The last skier to push off in the finals, Kearney enjoyed a perfect run to win Team USA’s first gold medal in the event since 1992.

It was redemption for my experience” in Turin, Kearney said. “I realized I could handle that speed.”

Speedskater Shani Davis earns historic back-to-back

Speedskater Shani Davis pushed hard down the stretch to win gold in the 1,000-meter race.

Four years after becoming the first Black American to win an Olympic Winter Games individual gold medal, Shani Davis achieved another milestone as he became the first male speedskater to win consecutive gold medals in the 1,000-meter race.

Davis had skipped the 500-meter race earlier in the week to focus on the 1,000, a distance at which he held the world record and had been undefeated that winter. He started a bit off the pace, but charged hard over the final 200 meters to edge South Korea’s Mo Tae-bum by 0.20 seconds for a victory that he called his most satisfying.

I would say it’s probably No. 1,” Davis said. “It means so much that I was able to defend.” He added, “Once you’ve become a world champion, an Olympic champion, you get this nice thing on your back called a target.”

Shaun White cements himself as Olympic royalty

Shaun White is mid-air on a jump
Photo courtesy International Olympic Committee

Shaun White soared through the air as he repeated as Olympic champion in the men’s halfpipe.

Snowboarder Shaun White backed up his gold medal at Torino 2006 with an even more impressive performance in Vancouver, winning the gold medal in the men’s halfpipe as U.S. teammate Scotty Lago claimed bronze.

Going into the final run of the competition, all White had to do was land a clean run to secure the gold. Instead of playing things safe, though, he put on a showstopper.

White came out and shocked the crowd with a double McTwist 1260 that he nicknamed “The Tomahawk,” a jump that consists of two flips and three-and-a-half spins. The finale on his already impressive night earned him a score of 48.4 out of 50 points on easily win his second consecutive gold medal in the halfpipe.

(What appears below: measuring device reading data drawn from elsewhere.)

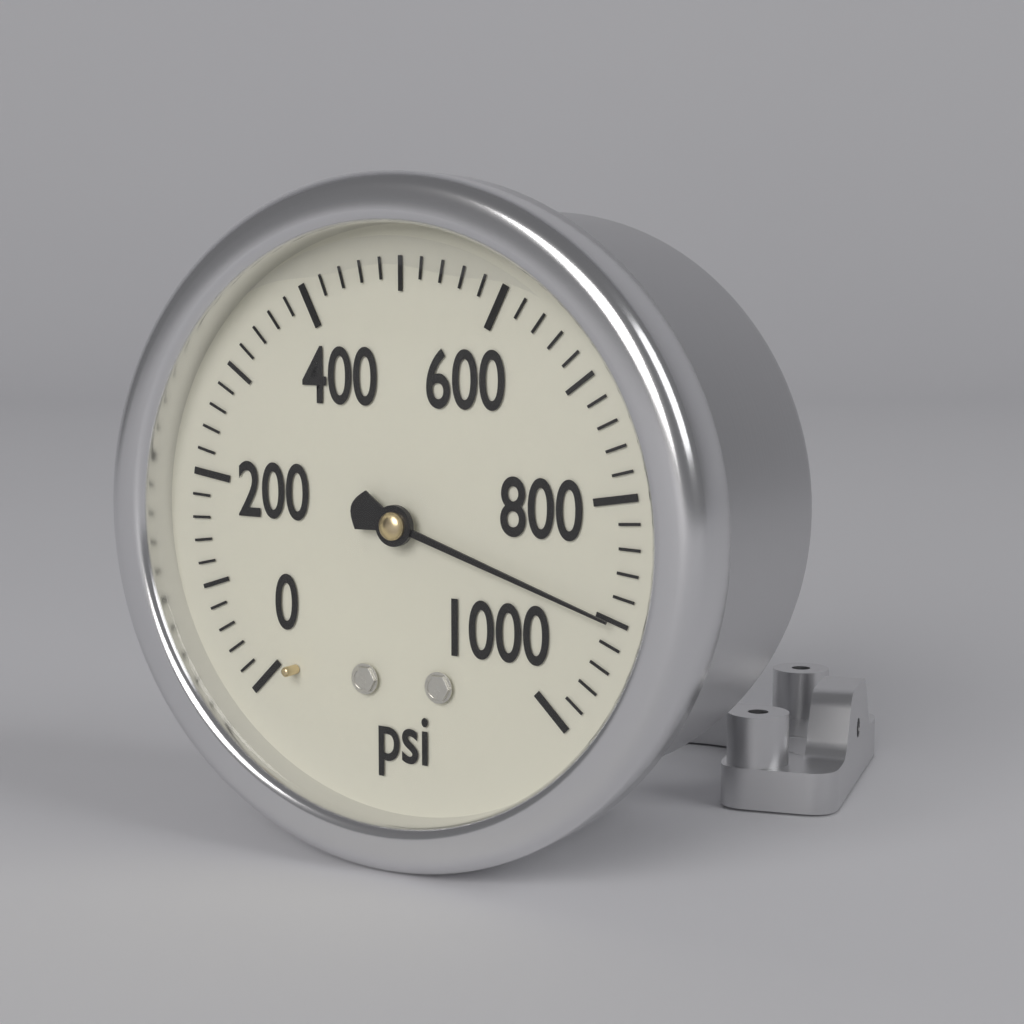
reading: 900 psi
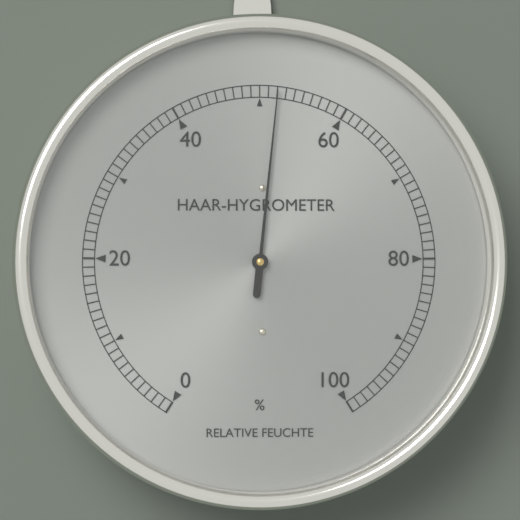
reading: 52 %
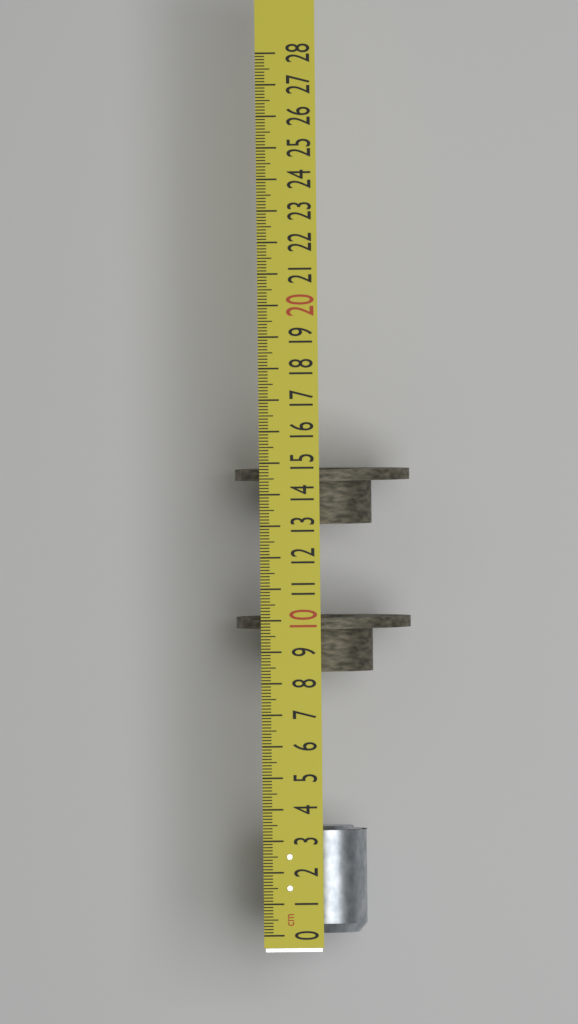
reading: 3.4 cm
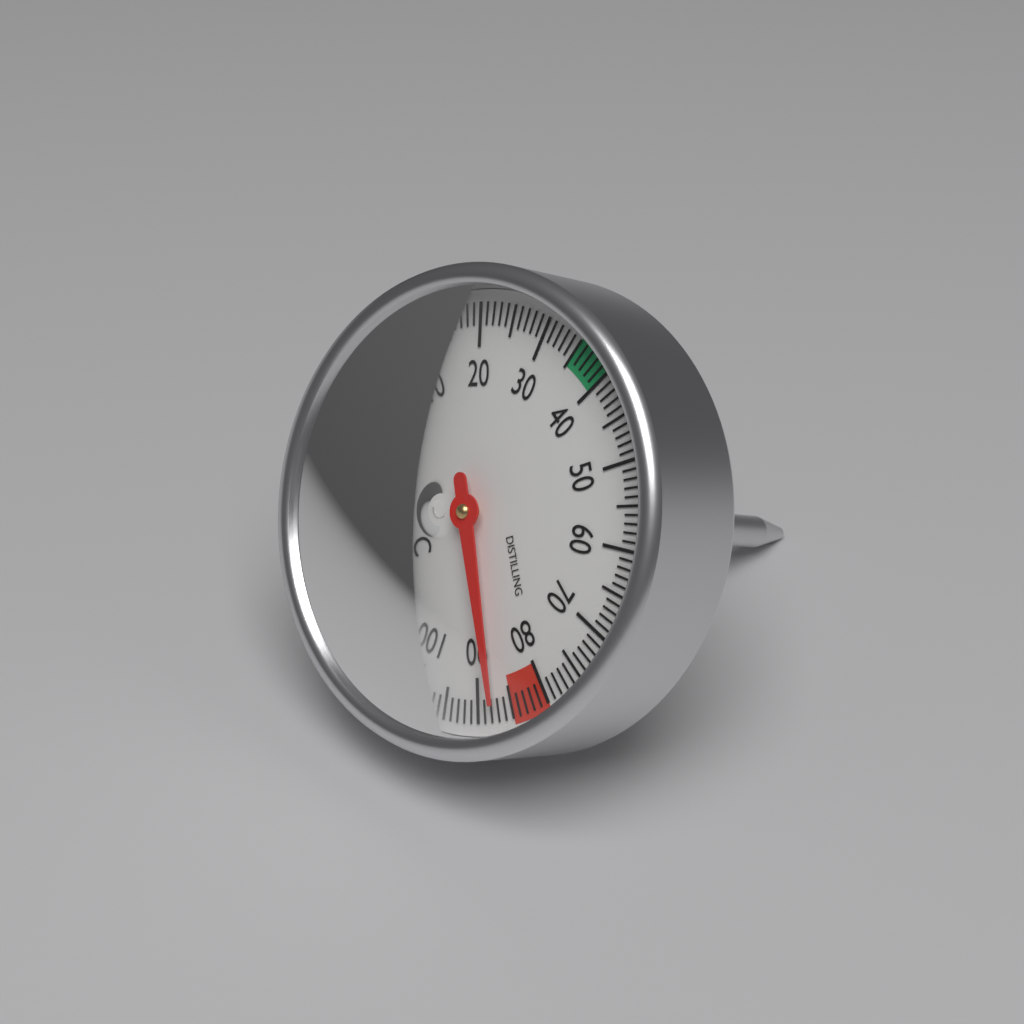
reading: 87 °C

He did a dub-12 on his last hit, and no one else is going to beat that,” Lago said.

Skier Bode Miller completes Olympic trifecta winning his first-ever gold

Skier Bode Miller keeps his balance as he speeds down the mountain
Photo courtesy International Olympic Committee

Skier Bode Miller finally claimed Olympic gold, winning the men’s super combined.

Competing in his fourth Olympic Winter Games, alpine skier Bode Miller was determined to claim the one thing that kept his name from being forever etched in the history books: his first gold medal. 

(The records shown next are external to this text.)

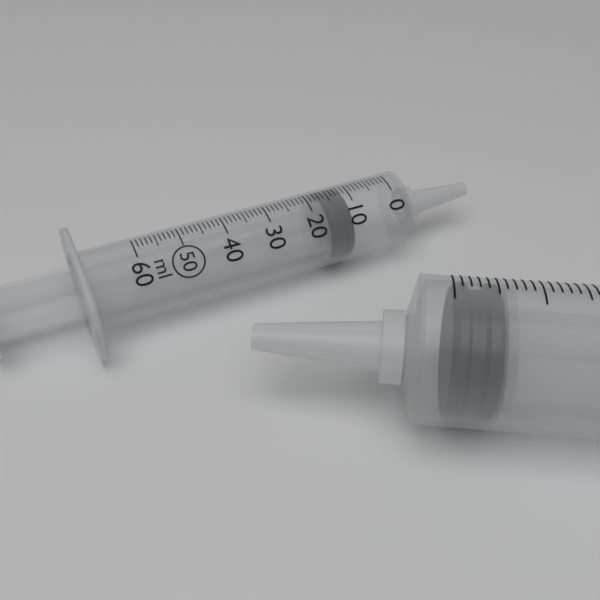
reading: 11 ml
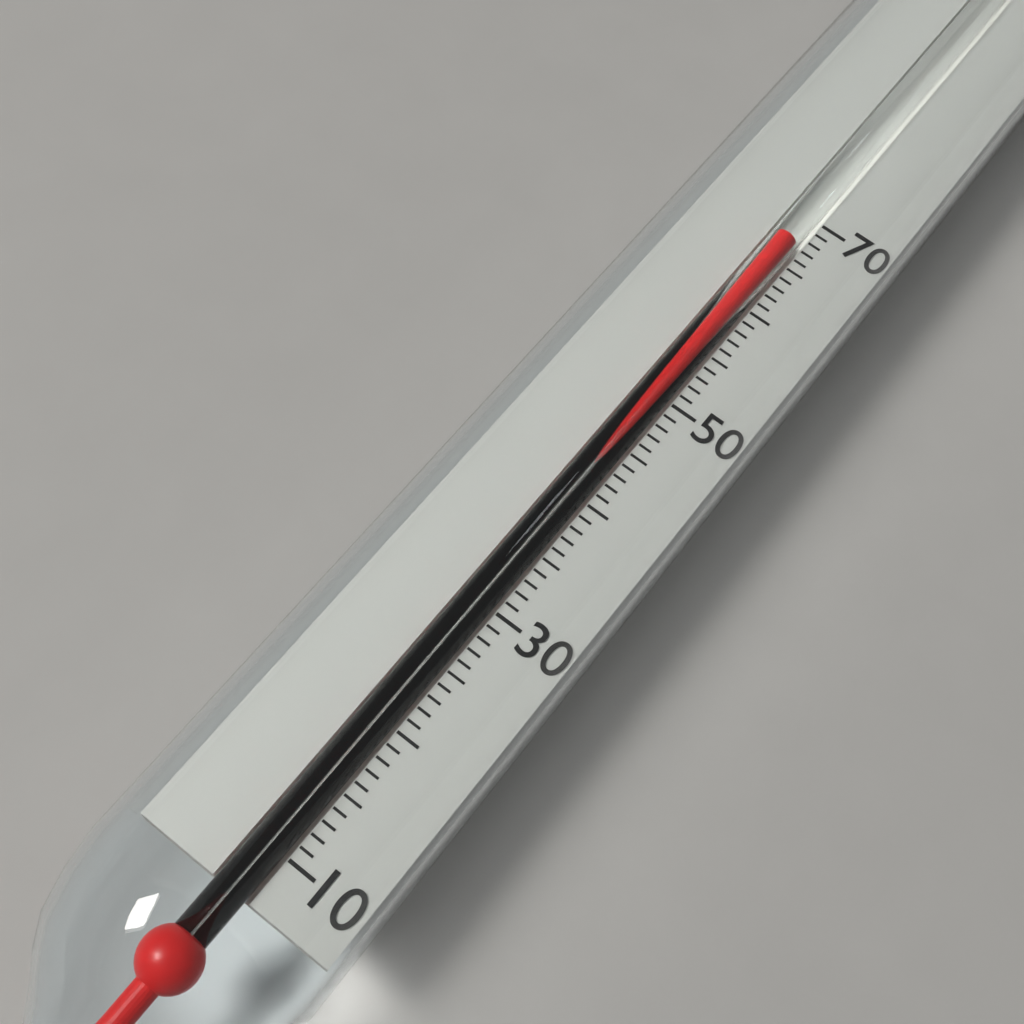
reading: 67 (no unit)
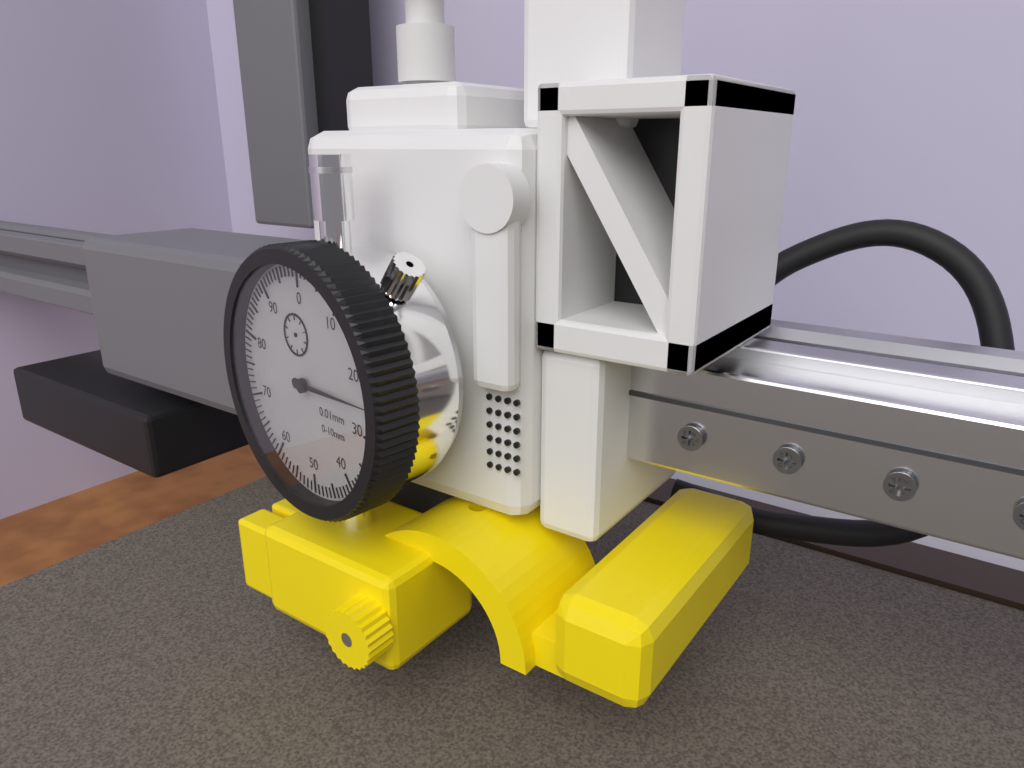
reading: 25 0.01mm
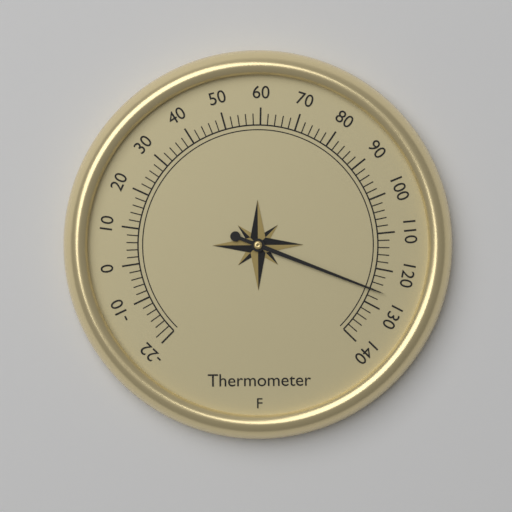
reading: 126 °F
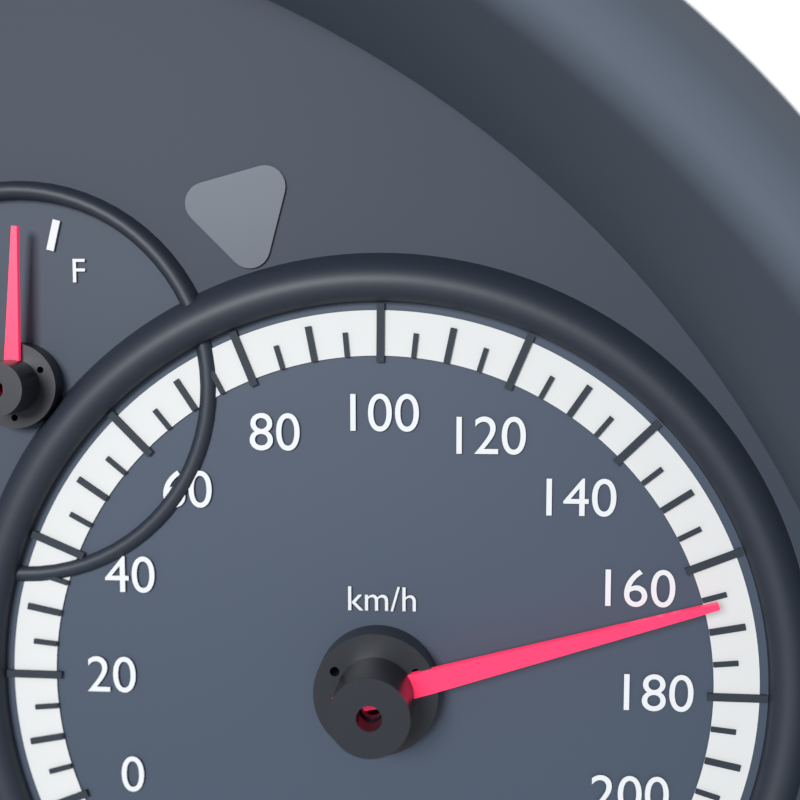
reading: 165 km/h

In Miller’s first race in Vancouver, he won the bronze medal in the men’s downhill. He followed that up with the silver in super-G. That was just building up to the super combined, where Miller capped his 2010 Olympics with his first-ever gold medal. 

His gold medal slalom run is one that Miller will never forget.

The way I executed, the way I skied, is something I’ll be proud of the rest of my life,” Miller said.